While you’re waiting, keep the area clean. Wash the skin around the boil gently with soap and water. Avoid tight clothing or friction over the spot. Don’t share towels or washcloths, and wash any fabric that touches the boil in hot water.
Caring for a Boil That Drains on Its Own
Once the boil opens and begins draining, your priority is keeping the area clean and protected. Wash the skin around it with an antibacterial soap, then cover it with a clean gauze pad secured with medical tape. Change this bandage twice a day, cleaning the surrounding skin each time you replace it. Keep your hands washed thoroughly before and after touching the area.
Continue applying warm compresses even after drainage starts. This encourages the remaining pus to work its way out. As the boil empties, the pain and swelling should decrease noticeably within a few days. Full skin closure typically takes another week or two depending on the size of the boil.
Boils That Need a Doctor’s Help
Some boils genuinely do need to be lanced, but by a healthcare provider using sterile instruments in a controlled setting. A doctor can numb the area, make a precise incision, pack the wound to ensure complete drainage, and send a sample for culture to check for MRSA. This is a quick outpatient procedure, not surgery.
Certain situations call for professional drainage rather than watchful waiting:
- Size. If the boil is larger than roughly 2 centimeters (about the size of a nickel) or keeps growing despite warm compresses.
- Location. Boils on the face, spine, or groin carry higher risks of complications and benefit from professional care.
- Red streaks. Lines of redness spreading outward from the boil suggest the infection is moving into surrounding tissue.
- Fever. A boil paired with fever, chills, or general feelings of illness signals that the infection may be entering your bloodstream.
- Multiple boils. A cluster of connected boils is called a carbuncle. Carbuncles involve deeper, more severe infection and are more likely to leave scars. They typically need medical treatment.
- Recurrence. Boils that keep coming back may indicate MRSA colonization, which requires targeted treatment beyond simple drainage.
How to Tell a Boil From Other Lumps
Not every painful bump under your skin is a boil, and misidentifying one could mean you’re applying warm compresses to something that needs different treatment. A boil is an infection of a hair follicle that extends into the deeper layers of skin, forming a painful, pus-filled pocket. It typically starts as a red, tender lump that grows over several days and develops a white or yellow center as pus accumulates.
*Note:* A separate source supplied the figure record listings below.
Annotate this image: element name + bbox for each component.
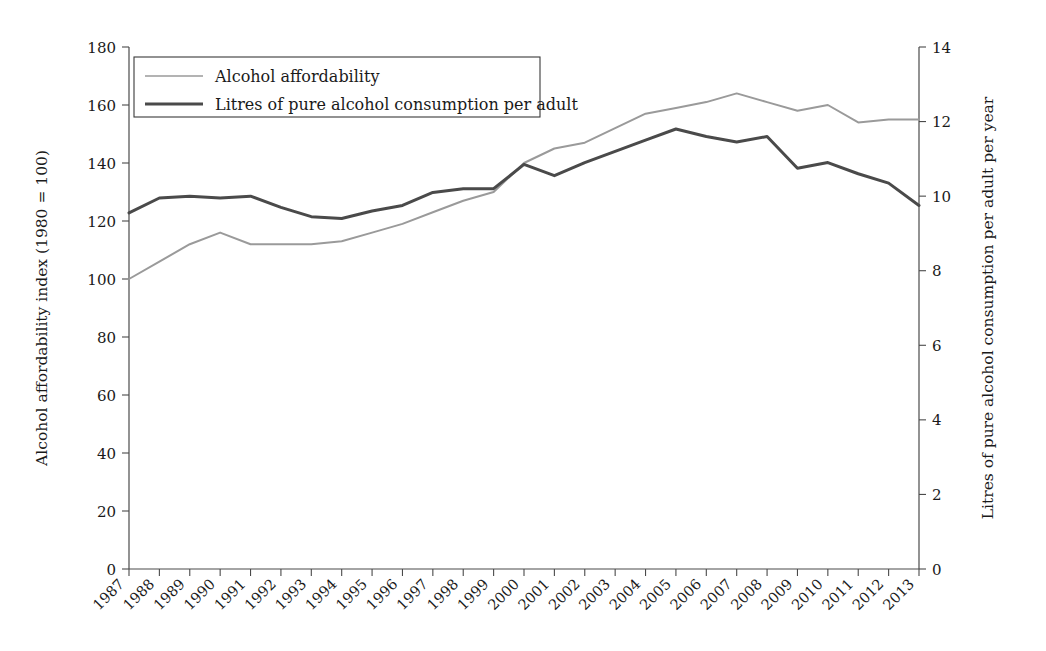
x-axis-tick-label: 1998 bbox=[424, 576, 461, 613]
x-axis-tick-label: 2006 bbox=[667, 576, 704, 613]
y-axis-left-tick-label: 160 bbox=[87, 97, 116, 115]
x-axis-tick-label: 1997 bbox=[394, 576, 431, 613]
x-axis-tick-label: 2003 bbox=[576, 576, 613, 613]
x-axis-tick-label: 2004 bbox=[606, 576, 643, 613]
x-axis-tick-label: 2002 bbox=[545, 576, 582, 613]
y-axis-left-tick-label: 20 bbox=[97, 503, 116, 521]
legend-label-0: Alcohol affordability bbox=[214, 67, 379, 86]
series-line-1 bbox=[129, 129, 919, 218]
x-axis-tick-label: 2010 bbox=[789, 576, 826, 613]
y-axis-left-tick-label: 100 bbox=[87, 271, 116, 289]
x-axis-tick-label: 2013 bbox=[880, 576, 917, 613]
x-axis-tick-label: 2005 bbox=[637, 576, 674, 613]
x-axis-tick-label: 1989 bbox=[150, 576, 187, 613]
y-axis-right-tick-label: 0 bbox=[932, 561, 942, 579]
chart-page: 0204060801001201401601800246810121419871… bbox=[0, 0, 1046, 651]
x-axis-tick-label: 1995 bbox=[333, 576, 370, 613]
y-axis-right-tick-label: 8 bbox=[932, 262, 942, 280]
y-axis-right-title: Litres of pure alcohol consumption per a… bbox=[979, 96, 997, 519]
y-axis-right-tick-label: 12 bbox=[932, 113, 951, 131]
x-axis-tick-label: 2001 bbox=[515, 576, 552, 613]
x-axis-tick-label: 1994 bbox=[302, 576, 339, 613]
x-axis-tick-label: 2007 bbox=[697, 576, 734, 613]
x-axis-tick-label: 1992 bbox=[242, 576, 279, 613]
y-axis-right-tick-label: 14 bbox=[932, 39, 951, 57]
x-axis-tick-label: 1988 bbox=[120, 576, 157, 613]
y-axis-left-tick-label: 80 bbox=[97, 329, 116, 347]
series-line-0 bbox=[129, 93, 919, 279]
y-axis-right-tick-label: 6 bbox=[932, 337, 942, 355]
y-axis-left-tick-label: 120 bbox=[87, 213, 116, 231]
x-axis-tick-label: 2012 bbox=[849, 576, 886, 613]
dual-axis-line-chart: 0204060801001201401601800246810121419871… bbox=[0, 0, 1046, 651]
x-axis-tick-label: 1996 bbox=[363, 576, 400, 613]
x-axis-tick-label: 2008 bbox=[728, 576, 765, 613]
x-axis-tick-label: 2011 bbox=[819, 576, 856, 613]
y-axis-right-tick-label: 2 bbox=[932, 486, 942, 504]
y-axis-right-tick-label: 10 bbox=[932, 188, 951, 206]
x-axis-tick-label: 1999 bbox=[454, 576, 491, 613]
x-axis-tick-label: 2009 bbox=[758, 576, 795, 613]
y-axis-left-title: Alcohol affordability index (1980 = 100) bbox=[33, 150, 51, 467]
x-axis-tick-label: 2000 bbox=[485, 576, 522, 613]
y-axis-left-tick-label: 180 bbox=[87, 39, 116, 57]
y-axis-left-tick-label: 60 bbox=[97, 387, 116, 405]
plot-area: 0204060801001201401601800246810121419871… bbox=[33, 39, 997, 614]
x-axis-tick-label: 1990 bbox=[181, 576, 218, 613]
y-axis-left-tick-label: 40 bbox=[97, 445, 116, 463]
legend-label-1: Litres of pure alcohol consumption per a… bbox=[215, 95, 578, 114]
x-axis-tick-label: 1993 bbox=[272, 576, 309, 613]
x-axis-tick-label: 1991 bbox=[211, 576, 248, 613]
x-axis-tick-label: 1987 bbox=[90, 576, 127, 613]
y-axis-right-tick-label: 4 bbox=[932, 411, 942, 429]
y-axis-left-tick-label: 140 bbox=[87, 155, 116, 173]
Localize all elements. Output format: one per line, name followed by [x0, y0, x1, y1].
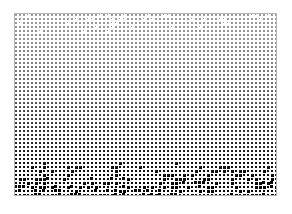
halftone-gradient-canvas — [14, 13, 277, 196]
page-root — [0, 0, 292, 214]
pattern-region — [14, 13, 277, 196]
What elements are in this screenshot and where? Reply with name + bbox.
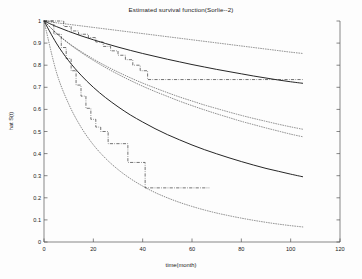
series-line (44, 21, 303, 137)
y-tick-label: 0 (38, 239, 41, 245)
y-tick-label: 0.9 (33, 40, 41, 46)
chart-canvas: 020406080100120 00.10.20.30.40.50.60.70.… (0, 0, 362, 279)
x-tick-label: 40 (140, 246, 146, 252)
y-tick-label: 0.5 (33, 129, 41, 135)
x-tick-label: 20 (90, 246, 96, 252)
y-tick-label: 0.3 (33, 173, 41, 179)
series-line (44, 21, 303, 129)
figure-window: Estimated survival function(Sorlie--2) h… (0, 0, 362, 279)
y-tick-label: 0.2 (33, 195, 41, 201)
y-tick-label: 0.8 (33, 62, 41, 68)
x-tick-label: 60 (189, 246, 195, 252)
y-tick-label: 0.1 (33, 217, 41, 223)
x-tick-label: 80 (238, 246, 244, 252)
y-tick-label: 0.6 (33, 106, 41, 112)
x-tick-label: 100 (286, 246, 295, 252)
series-group (44, 21, 303, 227)
x-tick-group: 020406080100120 (42, 239, 344, 253)
y-tick-label: 0.4 (33, 151, 41, 157)
series-line (44, 21, 303, 177)
series-line (44, 21, 303, 83)
series-line (44, 21, 303, 227)
x-tick-label: 120 (335, 246, 344, 252)
y-tick-group: 00.10.20.30.40.50.60.70.80.91 (33, 18, 340, 245)
series-line (44, 21, 303, 53)
x-tick-label: 0 (42, 246, 45, 252)
series-line (44, 21, 303, 80)
y-tick-label: 0.7 (33, 84, 41, 90)
y-tick-label: 1 (38, 18, 41, 24)
axes-frame (44, 21, 340, 242)
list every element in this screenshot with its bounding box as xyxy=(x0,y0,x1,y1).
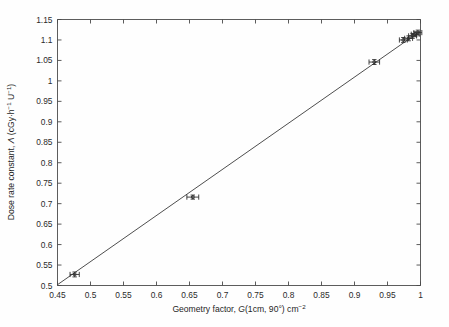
y-tick-label: 0.9 xyxy=(41,117,53,127)
x-tick-label: 0.7 xyxy=(217,290,229,300)
y-tick-label: 1.15 xyxy=(36,15,53,25)
x-tick-label: 0.8 xyxy=(283,290,295,300)
svg-text:Geometry factor, G(1cm, 90°) c: Geometry factor, G(1cm, 90°) cm−2 xyxy=(172,303,306,314)
x-tick-label: 0.95 xyxy=(379,290,396,300)
dose-rate-constant-scatter-chart: 0.450.50.550.60.650.70.750.80.850.90.951… xyxy=(0,0,449,327)
figure-container: 0.450.50.550.60.650.70.750.80.850.90.951… xyxy=(0,0,449,327)
x-tick-label: 0.45 xyxy=(49,290,66,300)
y-tick-label: 0.95 xyxy=(36,96,53,106)
y-tick-label: 1.1 xyxy=(41,35,53,45)
y-tick-label: 1 xyxy=(48,76,53,86)
x-axis-title: Geometry factor, G(1cm, 90°) cm−2 xyxy=(172,303,306,314)
y-tick-label: 0.65 xyxy=(36,219,53,229)
y-tick-label: 0.6 xyxy=(41,240,53,250)
x-tick-label: 0.55 xyxy=(115,290,132,300)
y-tick-label: 0.5 xyxy=(41,281,53,291)
x-tick-label: 0.85 xyxy=(313,290,330,300)
x-tick-label: 0.65 xyxy=(181,290,198,300)
x-tick-label: 0.5 xyxy=(85,290,97,300)
y-tick-label: 0.85 xyxy=(36,137,53,147)
x-tick-label: 0.75 xyxy=(247,290,264,300)
y-tick-label: 0.8 xyxy=(41,158,53,168)
x-tick-label: 1 xyxy=(418,290,423,300)
x-tick-label: 0.9 xyxy=(349,290,361,300)
y-tick-label: 0.55 xyxy=(36,260,53,270)
x-tick-label: 0.6 xyxy=(151,290,163,300)
y-tick-label: 0.7 xyxy=(41,199,53,209)
y-tick-label: 1.05 xyxy=(36,55,53,65)
y-tick-label: 0.75 xyxy=(36,178,53,188)
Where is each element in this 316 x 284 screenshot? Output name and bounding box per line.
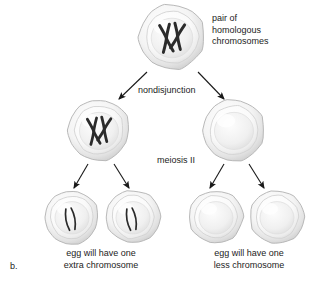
label-nondisjunction: nondisjunction — [138, 85, 196, 97]
specular-highlight — [262, 203, 278, 215]
caption-extra-chromosome: egg will have one extra chromosome — [38, 248, 164, 271]
arrow-left-to-g1 — [74, 164, 88, 188]
cell-gamete-3 — [190, 192, 244, 243]
cell-gamete-1 — [45, 191, 98, 244]
cell-gamete-2 — [106, 191, 161, 243]
cell-gamete-4 — [251, 191, 305, 243]
label-meiosis-ii: meiosis II — [157, 155, 195, 167]
nondisjunction-diagram: pair of homologous chromosomes nondisjun… — [0, 0, 316, 284]
label-pair-of-homologous-chromosomes: pair of homologous chromosomes — [212, 13, 269, 48]
caption-less-chromosome: egg will have one less chromosome — [186, 248, 312, 271]
panel-label: b. — [10, 261, 18, 273]
specular-highlight — [201, 203, 217, 215]
specular-highlight — [217, 114, 236, 128]
arrow-right-to-g3 — [210, 164, 224, 188]
arrow-parent-to-right — [198, 72, 224, 99]
cell-secondary-oocyte-left — [67, 101, 128, 161]
cell-secondary-oocyte-right — [203, 100, 264, 161]
arrow-left-to-g2 — [114, 164, 129, 188]
cell-parent-cell — [138, 4, 203, 69]
arrow-right-to-g4 — [249, 164, 264, 188]
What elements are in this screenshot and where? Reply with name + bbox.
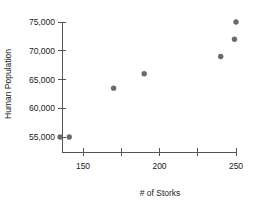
data-point-2 xyxy=(111,85,116,90)
data-points xyxy=(57,19,238,139)
data-point-6 xyxy=(233,19,238,24)
y-axis-title: Human Population xyxy=(3,49,13,119)
y-tick-label-3: 70,000 xyxy=(29,46,55,56)
data-point-1 xyxy=(67,134,72,139)
y-tick-label-1: 60,000 xyxy=(29,103,55,113)
y-tick-label-4: 75,000 xyxy=(29,17,55,27)
y-tick-label-2: 65,000 xyxy=(29,75,55,85)
x-axis-title: # of Storks xyxy=(140,188,181,198)
y-tick-label-0: 55,000 xyxy=(29,132,55,142)
x-tick-label-4: 250 xyxy=(229,161,243,171)
data-point-3 xyxy=(142,71,147,76)
data-point-0 xyxy=(57,134,62,139)
x-tick-label-0: 150 xyxy=(76,161,90,171)
scatter-plot-figure: 55,00060,00065,00070,00075,000 150200250… xyxy=(0,0,255,204)
y-axis-tick-labels: 55,00060,00065,00070,00075,000 xyxy=(29,17,55,142)
data-point-4 xyxy=(218,54,223,59)
data-point-5 xyxy=(232,37,237,42)
x-axis-tick-labels: 150200250 xyxy=(76,161,243,171)
chart-canvas: 55,00060,00065,00070,00075,000 150200250… xyxy=(0,0,255,204)
x-tick-label-2: 200 xyxy=(152,161,166,171)
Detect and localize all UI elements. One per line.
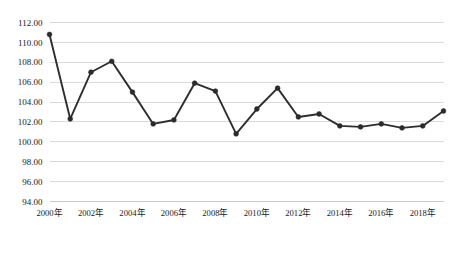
data-point [337, 124, 342, 129]
data-point [400, 126, 405, 131]
x-tick-label: 2008年 [202, 207, 228, 218]
x-tick-label: 2000年 [36, 207, 62, 218]
data-point [213, 89, 218, 94]
data-point [379, 122, 384, 127]
data-point [68, 117, 73, 122]
chart-figure: 94.0096.0098.00100.00102.00104.00106.001… [0, 0, 460, 270]
x-tick-label: 2016年 [368, 207, 394, 218]
y-tick-label: 100.00 [18, 137, 43, 147]
data-point [109, 59, 114, 64]
y-tick-label: 112.00 [18, 18, 43, 28]
figure-caption [0, 255, 460, 270]
x-tick-label: 2006年 [161, 207, 187, 218]
x-tick-label: 2004年 [119, 207, 145, 218]
line-chart: 94.0096.0098.00100.00102.00104.00106.001… [0, 0, 460, 270]
data-point [47, 32, 52, 37]
y-tick-label: 108.00 [18, 57, 43, 67]
data-point [317, 112, 322, 117]
data-point [130, 90, 135, 95]
y-tick-label: 102.00 [18, 117, 43, 127]
x-tick-label: 2018年 [410, 207, 436, 218]
data-point [89, 70, 94, 75]
data-point [296, 115, 301, 120]
data-point [172, 118, 177, 123]
chart-background [0, 0, 460, 270]
y-tick-label: 110.00 [18, 38, 43, 48]
data-point [151, 122, 156, 127]
data-point [420, 124, 425, 129]
data-point [358, 125, 363, 130]
y-tick-label: 106.00 [18, 77, 43, 87]
x-tick-label: 2010年 [244, 207, 270, 218]
data-point [275, 86, 280, 91]
data-point [441, 109, 446, 114]
y-tick-label: 98.00 [22, 157, 43, 167]
x-tick-label: 2002年 [78, 207, 104, 218]
y-tick-label: 104.00 [18, 97, 43, 107]
x-tick-label: 2012年 [285, 207, 311, 218]
y-tick-label: 96.00 [22, 177, 43, 187]
x-tick-label: 2014年 [327, 207, 353, 218]
data-point [234, 131, 239, 136]
y-tick-label: 94.00 [22, 197, 43, 207]
data-point [254, 107, 259, 112]
data-point [192, 81, 197, 86]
A folliculitis bump looks similar but stays shallow, affecting only the surface of the hair follicle. These are usually smaller, less painful, and resolve faster. A sebaceous cyst, on the other hand, is not an infection at all. It’s a slow-growing, usually painless sac under the skin that can persist for months or years without changing. Cysts can become infected and mimic a boil, but they have a different underlying cause and won’t respond to the same treatment.
Reducing Your Risk of Future Boils
Boils are caused by staph bacteria entering the skin through small cuts, scrapes, or irritated hair follicles. You can lower the bacterial load on your skin by using a body wash containing chlorhexidine or benzoyl peroxide, both of which reduce staph colonization without being harsh on the skin. Using one of these washes daily, particularly in areas prone to friction and sweating like the inner thighs, armpits, and buttocks, makes a meaningful difference for people who get recurring boils.
Other practical steps: shower promptly after sweating, avoid sharing razors or towels, and change underwear and workout clothes daily. If you shave areas where boils tend to appear, consider switching to an electric trimmer that doesn’t nick the skin as easily. Keep any cuts or scrapes covered with a clean bandage until they heal, since broken skin is the entry point staph bacteria need.